The Neville Park/Kingswood coyote – or coywolf – or Eastern Coyote – will be the focus of a community meeting March 19, from 7 to 9 p.m. (doors open at 6:30 p.m.), at the Beaches Rec Centre, 6 Williamson Rd. Area residents have been asked by Toronto Animal Services (TAS) not to feed the creature and to report anyone they might see feeding it. It is becoming socialized to people and acting more bold around humans in the neighbourhood (coyotes in the area have already attacked several dogs, and killed two).
The meeting, sponsored by TAS, is intended to raise the public’s awareness of the animal’s presence, and to educate them on how to deal with it. Because, like so many other animals in the Toronto area – raccoons, skunks, deer, rabbits – coyotes have become more populous, we have to realize that they are wild animals, not the cute, cuddly creatures that many think they are. If we want to allow them to live in the city alongside us, we have to be careful that they don’t become reliant on us for food. When that happens both parties run the risk of serious injury or death.
Chris Peters knows that first-hand. The Kingswood resident’s Maltese, Cujo, was snatched by the coyote right in front of him just a month ago. Peters gave chase and managed to get the coyote to let his pet go, but Cujo was badly injured and had to be put down. It wasn’t the first time his dog was attacked, and Peters has been waging a letter-writing campaign between TAS and Toronto Regional Conservation Authority (TRCA) trying to find out which level of government is actually responsible for dealing with the coyote. He has been ping-ponged back and forth between the two departments and has become terribly frustrated.
“It’s such a division of responsibility depending on property and location, that to be so tenuous and on-the-fence is disconcerting to me and to my neighbours,” said Peters.
Peters has taken several photographs of the coyote’s den sites throughout the area. Some, he said, are on private property – and thus the responsibility of the property owner – while others are on city-owned property.
Representatives from the Ministry of Natural Resources (MNR) have told him that those dens are the responsibility of TRCA, whose position seems to be that if the dens are damaging TRCA-controlled property, they will be cleared away. If they are not causing any damage then it is actually illegal for them to be cleared. Defining what actually constitutes ‘damage’ is part of the problem.

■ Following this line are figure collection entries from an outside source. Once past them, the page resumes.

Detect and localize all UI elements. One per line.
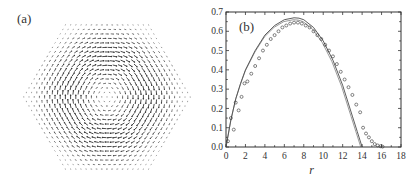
vortex-lattice-panel: (a) [0, 0, 210, 182]
vortex-arrow-field [24, 25, 191, 170]
x-tick-label: 6 [282, 151, 287, 161]
data-point [265, 43, 268, 46]
data-point [258, 57, 261, 60]
data-point [355, 103, 358, 106]
data-point [316, 34, 319, 37]
data-point [381, 145, 384, 148]
data-point [232, 128, 235, 131]
data-point [243, 82, 246, 85]
data-point [343, 78, 346, 81]
data-point [254, 65, 257, 68]
data-point [351, 93, 354, 96]
data-point [293, 21, 296, 24]
data-point [281, 26, 284, 29]
data-point [237, 109, 240, 112]
data-point [226, 140, 229, 143]
data-point [362, 126, 365, 129]
y-tick-label: 0.2 [211, 104, 223, 114]
data-point [269, 38, 272, 41]
data-point [240, 95, 243, 98]
data-point [376, 144, 379, 147]
data-point [339, 70, 342, 73]
data-point [285, 24, 288, 27]
x-tick-label: 12 [338, 151, 348, 161]
data-point [359, 111, 362, 114]
y-tick-label: 0.0 [211, 142, 223, 152]
data-point [347, 86, 350, 89]
profile-chart: 0246810121416180.00.10.20.30.40.50.60.7r [211, 7, 406, 177]
data-point [335, 63, 338, 66]
data-point [324, 43, 327, 46]
data-point [273, 34, 276, 37]
data-point [261, 49, 264, 52]
x-tick-label: 14 [357, 151, 367, 161]
x-tick-label: 4 [263, 151, 268, 161]
data-point [367, 136, 370, 139]
x-axis-label: r [309, 163, 314, 177]
data-point [312, 30, 315, 33]
data-point [296, 21, 299, 24]
x-tick-label: 0 [224, 151, 229, 161]
y-tick-label: 0.3 [211, 84, 223, 94]
data-point [304, 24, 307, 27]
data-point [277, 30, 280, 33]
data-point [365, 132, 368, 135]
data-point [289, 22, 292, 25]
panel-a-label: (a) [17, 11, 31, 26]
x-tick-label: 10 [318, 151, 328, 161]
data-point [229, 117, 232, 120]
data-point [379, 145, 382, 148]
x-tick-label: 18 [396, 151, 406, 161]
data-point [250, 72, 253, 75]
y-tick-label: 0.1 [211, 123, 223, 133]
theory-curve [226, 18, 362, 147]
y-tick-label: 0.6 [211, 26, 223, 36]
panel-b-label: (b) [239, 19, 254, 34]
data-point [331, 55, 334, 58]
data-point [370, 140, 373, 143]
plot-frame [226, 12, 401, 147]
data-point [373, 143, 376, 146]
y-tick-label: 0.5 [211, 46, 223, 56]
x-tick-label: 16 [377, 151, 387, 161]
data-point [300, 22, 303, 25]
y-tick-label: 0.7 [211, 7, 223, 17]
data-point [320, 38, 323, 41]
data-point [308, 26, 311, 29]
y-tick-label: 0.4 [211, 65, 223, 75]
x-tick-label: 2 [243, 151, 248, 161]
data-point [234, 101, 237, 104]
data-point [328, 49, 331, 52]
x-tick-label: 8 [301, 151, 306, 161]
data-point [246, 80, 249, 83]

TAS organized the March 19 meeting. Mary Lou Leiher said that coyotes in general are afraid of people.
“A coyote standing 10 to 15 feet away from you and looking at you is not a threat,” she said. “This one, however, has become habituated.”
TAS told Peters that it is not equipped for dealing with actual safety threats, and suggested Peters consider hiring a trapper. Enter Dan Frankian of Hawkeye Bird and Animal Control Inc., who says his is the only bird and animal wildlife company in the GTA licensed to permanently remove pest animals.

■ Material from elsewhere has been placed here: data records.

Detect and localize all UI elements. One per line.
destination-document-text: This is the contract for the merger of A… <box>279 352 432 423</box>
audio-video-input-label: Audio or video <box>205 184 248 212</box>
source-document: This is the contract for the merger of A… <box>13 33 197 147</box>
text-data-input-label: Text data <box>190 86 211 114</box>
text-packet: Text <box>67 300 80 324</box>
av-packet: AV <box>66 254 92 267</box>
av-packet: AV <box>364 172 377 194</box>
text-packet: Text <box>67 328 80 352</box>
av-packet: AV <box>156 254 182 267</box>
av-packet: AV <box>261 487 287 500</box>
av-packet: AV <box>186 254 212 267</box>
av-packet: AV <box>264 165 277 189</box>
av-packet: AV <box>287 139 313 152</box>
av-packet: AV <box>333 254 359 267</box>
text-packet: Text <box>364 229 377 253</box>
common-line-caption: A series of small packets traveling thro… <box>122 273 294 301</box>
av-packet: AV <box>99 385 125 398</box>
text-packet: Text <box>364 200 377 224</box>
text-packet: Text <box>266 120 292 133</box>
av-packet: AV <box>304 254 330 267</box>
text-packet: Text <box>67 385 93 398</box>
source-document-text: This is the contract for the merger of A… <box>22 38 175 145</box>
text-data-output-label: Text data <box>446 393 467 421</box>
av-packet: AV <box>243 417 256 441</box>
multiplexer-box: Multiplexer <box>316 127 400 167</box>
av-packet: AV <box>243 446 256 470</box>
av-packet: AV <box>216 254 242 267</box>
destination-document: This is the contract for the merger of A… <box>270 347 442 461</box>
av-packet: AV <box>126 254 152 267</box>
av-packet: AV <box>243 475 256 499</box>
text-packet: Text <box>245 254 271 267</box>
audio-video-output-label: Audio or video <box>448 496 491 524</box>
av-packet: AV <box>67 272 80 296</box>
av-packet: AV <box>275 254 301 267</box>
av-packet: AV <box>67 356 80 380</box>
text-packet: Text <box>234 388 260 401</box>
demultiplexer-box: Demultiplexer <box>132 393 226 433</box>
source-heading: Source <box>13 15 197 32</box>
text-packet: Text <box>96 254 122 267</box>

“The first thing people have to do is stop feeding it,” said Frankian, who has been in the trapping business for many years. “Sooner or later it is going to lose outright fear of humans altogether, and something is going to happen.”
Frankian explained that by law, when he traps the coyote, he can’t relocate it any further away than one kilometre, which will only result in the animal returning to the neighbourhood. Because coyotes are smart enough to recognize a trap a second time, in virtually all cases he ends up humanely killing it – something he is licensed to do.

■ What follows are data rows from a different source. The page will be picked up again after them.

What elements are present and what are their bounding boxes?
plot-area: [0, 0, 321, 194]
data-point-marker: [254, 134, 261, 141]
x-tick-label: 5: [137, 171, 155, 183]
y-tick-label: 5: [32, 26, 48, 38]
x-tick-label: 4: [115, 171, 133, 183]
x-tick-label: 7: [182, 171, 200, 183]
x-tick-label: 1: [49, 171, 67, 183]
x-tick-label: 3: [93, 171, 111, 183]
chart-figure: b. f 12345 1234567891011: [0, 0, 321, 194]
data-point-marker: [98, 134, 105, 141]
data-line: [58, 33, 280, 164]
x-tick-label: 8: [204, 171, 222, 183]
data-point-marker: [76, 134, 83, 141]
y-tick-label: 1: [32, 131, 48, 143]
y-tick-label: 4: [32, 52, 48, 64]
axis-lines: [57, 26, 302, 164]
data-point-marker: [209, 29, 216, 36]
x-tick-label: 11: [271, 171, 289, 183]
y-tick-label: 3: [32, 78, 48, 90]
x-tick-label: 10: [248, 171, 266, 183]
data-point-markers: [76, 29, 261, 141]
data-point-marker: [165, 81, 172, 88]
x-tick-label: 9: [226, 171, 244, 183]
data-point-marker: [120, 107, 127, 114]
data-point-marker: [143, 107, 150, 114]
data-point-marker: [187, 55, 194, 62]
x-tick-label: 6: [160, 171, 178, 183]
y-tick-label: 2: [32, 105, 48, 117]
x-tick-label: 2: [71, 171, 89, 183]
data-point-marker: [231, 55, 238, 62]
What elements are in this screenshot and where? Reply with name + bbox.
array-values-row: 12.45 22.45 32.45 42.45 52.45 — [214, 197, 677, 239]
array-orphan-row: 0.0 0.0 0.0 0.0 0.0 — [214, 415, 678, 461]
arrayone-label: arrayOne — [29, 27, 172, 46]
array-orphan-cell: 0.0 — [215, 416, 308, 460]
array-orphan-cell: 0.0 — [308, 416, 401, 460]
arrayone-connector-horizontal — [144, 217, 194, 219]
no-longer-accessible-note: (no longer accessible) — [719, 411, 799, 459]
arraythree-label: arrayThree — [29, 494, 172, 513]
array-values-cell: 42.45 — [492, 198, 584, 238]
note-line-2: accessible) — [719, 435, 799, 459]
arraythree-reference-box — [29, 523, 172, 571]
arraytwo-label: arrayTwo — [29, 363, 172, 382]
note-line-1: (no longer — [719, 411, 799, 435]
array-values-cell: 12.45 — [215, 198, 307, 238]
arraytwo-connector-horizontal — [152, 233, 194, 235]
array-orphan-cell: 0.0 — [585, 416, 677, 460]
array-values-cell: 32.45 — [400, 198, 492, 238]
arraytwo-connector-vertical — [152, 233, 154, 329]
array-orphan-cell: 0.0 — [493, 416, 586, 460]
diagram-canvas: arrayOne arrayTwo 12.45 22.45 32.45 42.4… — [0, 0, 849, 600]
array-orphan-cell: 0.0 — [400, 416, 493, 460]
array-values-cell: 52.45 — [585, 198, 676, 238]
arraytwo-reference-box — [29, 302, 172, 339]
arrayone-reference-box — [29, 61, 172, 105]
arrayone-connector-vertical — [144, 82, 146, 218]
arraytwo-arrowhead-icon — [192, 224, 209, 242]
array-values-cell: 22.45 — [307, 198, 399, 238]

“You can’t keep helping them,” he said. “Every single animal parent has to teach its young to fend for themselves. By feeding it, you are upsetting nature’s balance.”
Frankian’s advice for people living in an area where they know there is a coyote is to walk small dogs on a leash out on the front sidewalk – don’t let them run loose in the back yard. “The last thing I want to do is have a coyote hacked to death by some idiot with a machete,” he said.
Peters is hoping that the March 19 meeting will result in a city bylaw, such as the one in place in Niagara Falls, that will make feeding the coyote illegal. He worries that setting a trap could potentially put other area animals at risk. Considering that TAS originally tried trapping the coyote when it first appeared three years ago – and failed – the coyote may already be too wary to be trapped at all.
“If there’s enough people who are willing to keep an eye out for it, and haze it, the coyote will find somewhere else to hang out,” said Peters.